On January 22, Spanish Prime Minister Jose Maria Aznar rejected the idea of admitting to the European Union (EU) countries on the southern Mediterranean rim, according to Reuters. Aznar, an increasingly vocal advocate of stopping illegal immigration to the EU, is known to be especially eager to exclude Morocco. "Other Mediterranean states could have a special relationship to the EU but membership for these states would go too far," he told the German weekly "Wirtschafts Woche." "At some stage we have to fix geographic boundaries. The EU can't stretch as far as the Congo." Similar sentiments were expressed recently by European Commission President Romano Prodi, who said Morocco and other countries eyeing closer ties with the EU should be allowed to join EU policies but not its institutions.

* * * QUOTE OF THE WEEK * * * "By analogy with Rene Descartes' famous 'cogito ergo sum,' the Soviet diplomatic and military motto, whether conscious or unconscious, was 'I am America's rival, therefore I exist,' or, to be more precise, 'I am America's equal rival, therefore I exist,'" wrote Andrei Piontkovsky in the periodical "The Russia Journal" dated January 17-23. "For many representatives of the Russian elite, losing the West as a threat feels like a loss of personal status."

UN REPORT: CENTRAL-EAST EUROPEAN ROMA LIVE UNDER AFRICAN STANDARDS
West Europeans Fear Mass Roma Migration and Crime Wave

The living conditions of the Roma in Central and Eastern Europe are more characteristic of sub-Saharan countries such as Zimbabwe or Botswana rather than of Europe, according to a just-released report by the United Nations Development Program (UNDP). One out of every six Roma is "constantly starving" and one out of every three Roma last had a formal job in 1990, the report found. Most of the Roma, especially the youth, are said to lack the skills and education needed to make a living wage.

Formerly known as Gypsies, the Roma constitute the largest ethnic minority in Europe, with communities in every country on the continent, their numbers disputed within every national jurisdiction.
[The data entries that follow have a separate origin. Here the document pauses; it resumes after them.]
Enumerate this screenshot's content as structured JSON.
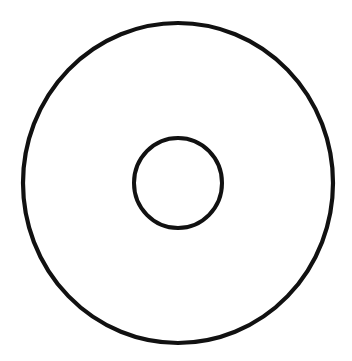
{
  "figure": {
    "title": "Radial sunburst wheel diagram",
    "background_color": "#ffffff",
    "stroke_color": "#111111",
    "fill_color": "#ffffff"
  },
  "canvas": {
    "width": 352,
    "height": 361
  },
  "outer_circle": {
    "name": "outer-ring",
    "center_x": 178,
    "center_y": 183,
    "radius_x": 155,
    "radius_y": 160,
    "stroke_width": 4.2
  },
  "inner_circle": {
    "name": "hub-circle",
    "center_x": 178,
    "center_y": 183,
    "radius_x": 44,
    "radius_y": 45,
    "stroke_width": 4.0
  },
  "chart_data": {
    "type": "pie",
    "title": "Radial sunburst wheel diagram",
    "xlabel": "",
    "ylabel": "",
    "legend_position": "none",
    "grid": false,
    "center": [
      178,
      183
    ],
    "inner_radius": 44,
    "outer_radius": 155,
    "sector_count": 24,
    "spoke_count": 24,
    "spoke_stroke_width": 1.7,
    "note": "Spokes are unequally spaced: narrow sectors on the left half, progressively wider sectors on the right half.",
    "spoke_angles_deg": [
      0,
      18,
      37,
      55,
      72,
      86,
      99,
      110,
      121,
      132,
      143,
      154,
      165,
      180,
      192,
      203,
      214,
      225,
      236,
      247,
      259,
      274,
      293,
      316,
      338
    ],
    "categories": [
      "s01",
      "s02",
      "s03",
      "s04",
      "s05",
      "s06",
      "s07",
      "s08",
      "s09",
      "s10",
      "s11",
      "s12",
      "s13",
      "s14",
      "s15",
      "s16",
      "s17",
      "s18",
      "s19",
      "s20",
      "s21",
      "s22",
      "s23",
      "s24"
    ],
    "values": [
      18,
      19,
      18,
      17,
      14,
      13,
      11,
      11,
      11,
      11,
      11,
      11,
      15,
      12,
      11,
      11,
      11,
      11,
      11,
      12,
      15,
      19,
      23,
      22
    ]
  }
}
They are rightfully called the poorest of the poor. In the five countries covered by the UNDP survey -- Hungary, the Czech Republic, Slovakia, Bulgaria, and Romania -- more than half of the Roma interviewed said they went hungry at least a few days every year, and one out of three Roma children failed to complete elementary school. Only 20% of Roma were found formally employed, while another 20% worked in the shadow economy. But in some of countries, up to 70% of Roma households live on state welfare.
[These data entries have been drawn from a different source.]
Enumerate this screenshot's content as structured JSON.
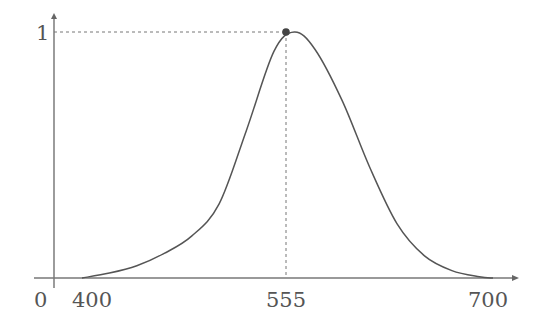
{
  "chart_data": {
    "type": "line",
    "title": "",
    "xlabel": "",
    "ylabel": "",
    "x_ticks": [
      "400",
      "555",
      "700"
    ],
    "y_ticks": [
      "1"
    ],
    "origin_label": "0",
    "xlim": [
      380,
      720
    ],
    "ylim": [
      0,
      1
    ],
    "grid": false,
    "series": [
      {
        "name": "luminosity curve",
        "x": [
          400,
          420,
          440,
          460,
          480,
          500,
          520,
          540,
          555,
          570,
          590,
          610,
          630,
          650,
          670,
          690,
          700
        ],
        "y": [
          0.0,
          0.02,
          0.05,
          0.1,
          0.17,
          0.3,
          0.6,
          0.92,
          1.0,
          0.93,
          0.72,
          0.45,
          0.22,
          0.09,
          0.03,
          0.005,
          0.0
        ]
      }
    ],
    "annotations": [
      {
        "type": "peak-marker",
        "x": 555,
        "y": 1,
        "guides": "dashed"
      }
    ],
    "colors": {
      "curve": "#555555",
      "axis": "#666666",
      "marker": "#444444"
    }
  }
}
The report calls on the five countries surveyed -- with an estimated combined population of five million Roma -- to do more to reduce Roma poverty and to fight discrimination against them. As Hungary, the Czech Republic, and Slovakia are slated to join the European Union (EU) next year, and Romania and Bulgaria to follow in 2007, many West Europeans fear that this impoverished, much-maligned, and famously fast-growing population may become a source of mass migration and create a crime wave.

According to the report, the EU has so far spent almost $70 million to help the Roma. The report calls for free textbooks and hot meals in schools for Roma children, affirmative action by local governments, and the development of incentive programs for employment.

The UNDP report, titled "Avoiding the Dependency Trap -- A Human Development Report on the Roma Minority in Central and Eastern Europe" is billed as "the first cross-border comprehensive survey" of the Roma community. The report expresses pride in "parting with conventional wisdom." It asserts: "A question that has so far been mainly cast in terms of Human Rights is now gaining a new, 'developmental' dimension. The policy implications are immense."

Some observers who have been following the plight of the Roma and attempts to improve their lot suggest that the "new, developmental dimension" and the human rights component are parallel priorities rather than rivals, and that one cannot work independently of the other. Raising Roma standards of living and achieving their educational and judicial equality can be pursued at the same time.